Autumn Light: Season of Fire and Farewells was published by Alfred A. Knopf in 2019. Iyer has lived in Nara, Japan, for over twenty-five years — married to Hiroko, his Japanese wife. The book covers a single autumn: the season of declining light, falling leaves, and farewells. Hiroko’s mother is dying. Iyer’s own health is uncertain. The deer in Nara Park move through golden afternoons.
The book is structured around the Japanese concept of mono no aware — the awareness of impermanence that creates beauty rather than destroying it. Autumn is beautiful because it passes; love is precious because it ends; life is meaningful because of death. Iyer has been writing toward this understanding for thirty years — from the restless travel of Video Night in Kathmandu to the conscious stillness of The Art of Stillness — and Autumn Light is its fullest expression.
The book is also Iyer’s most domestic: after decades writing about exotic places, he writes about home — the small apartment, the daily walks, the rituals of a long marriage, the table-tennis games with neighborhood friends. The exotic has become familiar; the familiar has become profound.
Collecting Autumn Light
First edition (Alfred A. Knopf, New York, 2019): Hardcover with dust jacket.
Market values:
- First edition, fine/fine: $15–$30
- Very good: $8–$15
Projected values (2026–2036): Modest appreciation.
Japanese Autumn
Autumn Light: Season of Fire and Farewells (2019) is Iyer’s most intimate book about Japan — a meditation on impermanence structured around a year in his suburban Nara life. His mother-in-law has just died, his wife is grieving, their neighborhood is aging, and the autumn baseball season provides a secular rhythm of hope and loss. Iyer braids these personal observations with reflections on Japanese aesthetics (wabi-sabi, mono no aware) and his own experience of growing old in a culture not his own. It is his most moving book.
Frequently Asked Questions
Is this about baseball? Partly — the Hanshin Tigers’ season provides the book’s temporal structure, and Iyer writes beautifully about Japanese baseball fandom. But baseball is a lens through which he examines larger themes of loss, hope, and the passage of time.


_Exercise details_
Return all of the following entries as written, but without the images.

_Dataset content_
══════════════════════════════

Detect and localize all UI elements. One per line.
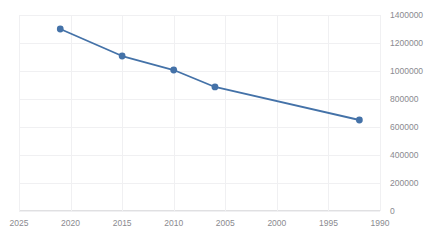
data-point-marker xyxy=(57,26,64,33)
series-line xyxy=(60,29,359,120)
gridline-vertical xyxy=(380,15,381,211)
data-point-marker xyxy=(356,117,363,124)
x-axis-tick-label: 2010 xyxy=(164,219,183,228)
x-axis-tick-label: 2015 xyxy=(113,219,132,228)
x-axis-tick-label: 1990 xyxy=(371,219,390,228)
data-point-marker xyxy=(119,53,126,60)
x-axis-tick-label: 2025 xyxy=(10,219,29,228)
y-axis-tick-label: 1200000 xyxy=(390,39,423,48)
data-point-marker xyxy=(212,84,219,91)
y-axis-tick-label: 200000 xyxy=(390,179,418,188)
chart-title xyxy=(0,0,442,1)
x-axis-tick-label: 2000 xyxy=(267,219,286,228)
y-axis-tick-label: 1400000 xyxy=(390,11,423,20)
x-axis-tick-label: 1995 xyxy=(319,219,338,228)
y-axis-tick-label: 0 xyxy=(390,207,395,216)
line-chart: 0200000400000600000800000100000012000001… xyxy=(0,0,442,243)
y-axis-tick-label: 600000 xyxy=(390,123,418,132)
y-axis-tick-label: 800000 xyxy=(390,95,418,104)
data-point-marker xyxy=(170,67,177,74)
gridline-horizontal xyxy=(19,211,380,212)
data-series xyxy=(19,15,380,211)
y-axis-tick-label: 1000000 xyxy=(390,67,423,76)
x-axis-tick-label: 2005 xyxy=(216,219,235,228)
y-axis-tick-label: 400000 xyxy=(390,151,418,160)
plot-area xyxy=(19,15,380,211)
x-axis-tick-label: 2020 xyxy=(61,219,80,228)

══════════════════════════════

_Reply to the exercise_
Detect and localize all UI elements. One per line.
data-point-marker xyxy=(57,26,64,33)
series-line xyxy=(60,29,359,120)
gridline-vertical xyxy=(380,15,381,211)
data-point-marker xyxy=(356,117,363,124)
x-axis-tick-label: 2010 xyxy=(164,219,183,228)
x-axis-tick-label: 2015 xyxy=(113,219,132,228)
x-axis-tick-label: 1990 xyxy=(371,219,390,228)
data-point-marker xyxy=(119,53,126,60)
x-axis-tick-label: 2025 xyxy=(10,219,29,228)
y-axis-tick-label: 1200000 xyxy=(390,39,423,48)
data-point-marker xyxy=(212,84,219,91)
y-axis-tick-label: 200000 xyxy=(390,179,418,188)
chart-title xyxy=(0,0,442,1)
x-axis-tick-label: 2000 xyxy=(267,219,286,228)
y-axis-tick-label: 1400000 xyxy=(390,11,423,20)
x-axis-tick-label: 1995 xyxy=(319,219,338,228)
y-axis-tick-label: 0 xyxy=(390,207,395,216)
line-chart: 0200000400000600000800000100000012000001… xyxy=(0,0,442,243)
y-axis-tick-label: 600000 xyxy=(390,123,418,132)
y-axis-tick-label: 800000 xyxy=(390,95,418,104)
data-point-marker xyxy=(170,67,177,74)
gridline-horizontal xyxy=(19,211,380,212)
data-series xyxy=(19,15,380,211)
y-axis-tick-label: 1000000 xyxy=(390,67,423,76)
x-axis-tick-label: 2005 xyxy=(216,219,235,228)
y-axis-tick-label: 400000 xyxy=(390,151,418,160)
plot-area xyxy=(19,15,380,211)
x-axis-tick-label: 2020 xyxy=(61,219,80,228)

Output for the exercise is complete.